Collet-Serra has collaborated with Neeson on some of his better films, Unknown and Non-Stop, of his action era. This is a slickly produced and photographed action piece, with Collet-Serra using the lurid neon and dimly lit bars and pubs of New York as an expressive backdrop. Although Shawn is rich, his home is the residence of essentially a blue collar guy, the background from whence Shawn sprang. Jimmy’s apartment is the home of a drunk, the last place on earth anyone would want to live but Jimmy looks at home there. Details like that can elevate a mediocre film into a good one.

The story won’t set the world on fire; we’ve seen this sort of thing before but Collet-Serra does it as well as it can be done, at least thus far. There are some peripheral characters, chief among which is Andrew Price, a methodical and fastidious hit man played by rapper Common and done surprisingly well – he’s impressive in this brief role and shows the chops it takes to become a big time leading man which hopefully we’ll soon see him become.

I have to admit, I’m an Ed Harris fan. He’s one of those actors who seems to never phone in a performance, always giving a terrific performance no matter what the role or how good the movie it’s in. He elevates every movie he appears in and he’s no different here. Shawn clearly loves Jimmy as a brother but is heartbroken over the death of his boy, driven to unspeakable rage that will mean the obliteration of his friend and his family. There’s a Shakespearean component to the role in many ways.

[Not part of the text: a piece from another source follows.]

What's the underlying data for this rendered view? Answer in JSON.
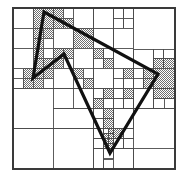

Run All Night is like many March movies in that it isn’t going to win any awards and is not likely to break box office records. It’s not going to wow many critics nor is it going to inspire legions of devoted fans. What it will do is provide consistent, solid entertainment for those who love action movies and Liam Neeson’s version of them in particular. Chances are you’ll get exactly what you expect you’ll get when you buy your ticket and you really can’t ask any more from a movie than that.

REASONS TO GO: Nobody does the hangdog action hero better than Neeson. Harris always lends credibility to any production he’s in.
REASONS TO STAY: Plays to Irish stereotypes. Somewhat predictable.
FAMILY VALUES: Tons o’ violence, plenty of un-charming foul language, some drug use and lots of Irish temperament.
TRIVIAL PURSUIT: The two young men in the film, the sons of Shawn and Jimmy respectively are named Danny and Michael, which are also the names of Liam Neeson’s sons in real life.
CRITICAL MASS: As of 3/27/15: Rotten Tomatoes: 60% positive reviews. Metacritic: 59/100.